A different third grader

She’s walking home from school, taking the short cut behind the firehouse through the field of tall grass that is consumed with purple thistle flowers and Queen Anne’s lace.  Her grandmother had told her the legend of Queen Anne’s lace and she is forever checking for signs of Anne’s blood in their centers.  She wonders why the blood has turned from red to black.  She figures Anne lived a long time ago and that things darken with age.  Then she stops to carefully squeeze the sides of the snap dragons until their soft lower jaws gently hinge open.  It gives her delight to know the happy yellow flower’s secret.  That sometimes things are not what they seem.  How a golden flower can transform into a ferocious dragon in a snap when pinched ever so slightly.

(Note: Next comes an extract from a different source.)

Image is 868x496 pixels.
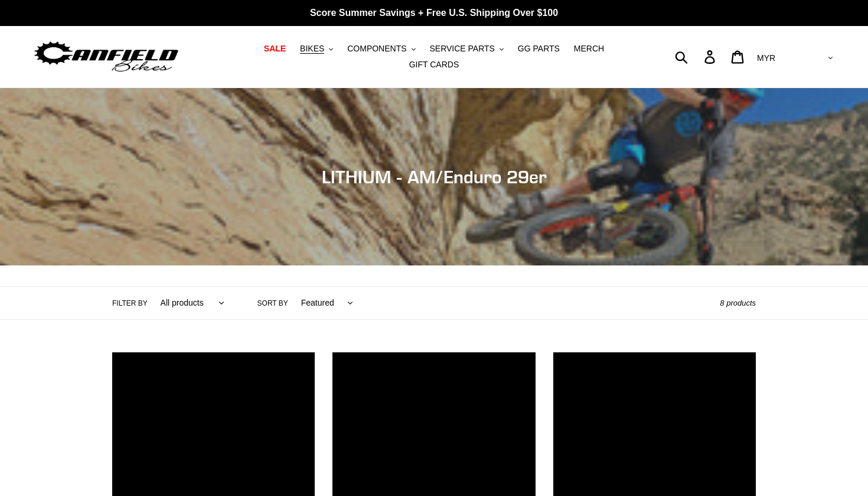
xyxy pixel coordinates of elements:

She recalls how her mother had pointed out the faces hidden in pansies, the way the tiniest drop of sweet nectar can be extracted from the honeysuckle with a nip, and how if you look carefully, you’ll see wild raspberries among the overgrown sticker bushes by the side of the road.  She plucks a thick blade of tall grass and wedges it between the sides of her thumb like a reed and blows swiftly to sound a call.  If she were a different third grader, she might not have known.

A different third grader would have walked home with a friend along well-planned sidewalks to play games in flat back yards like kick the can and ring-o-leavio.  Or maybe she would learn the words to that song the girls all sang on the playground – what was it – Harrington?  H-A-double-R….spells Harrington.  She didn’t know these games.  Instead, she was invited to Helen Kroetz’s house, the girl with the perpetual booger coming out her right nostril.  A different third grader might be knocking on the door of the girl next door’s house to see if she wants to play dolls or ride bikes.  She would stick with girl scouts or ice skating or rollerskating or dance or gymnastics or swimming or horseback riding so that when she grew up she would have knowledge of one thing and not regret quitting everything.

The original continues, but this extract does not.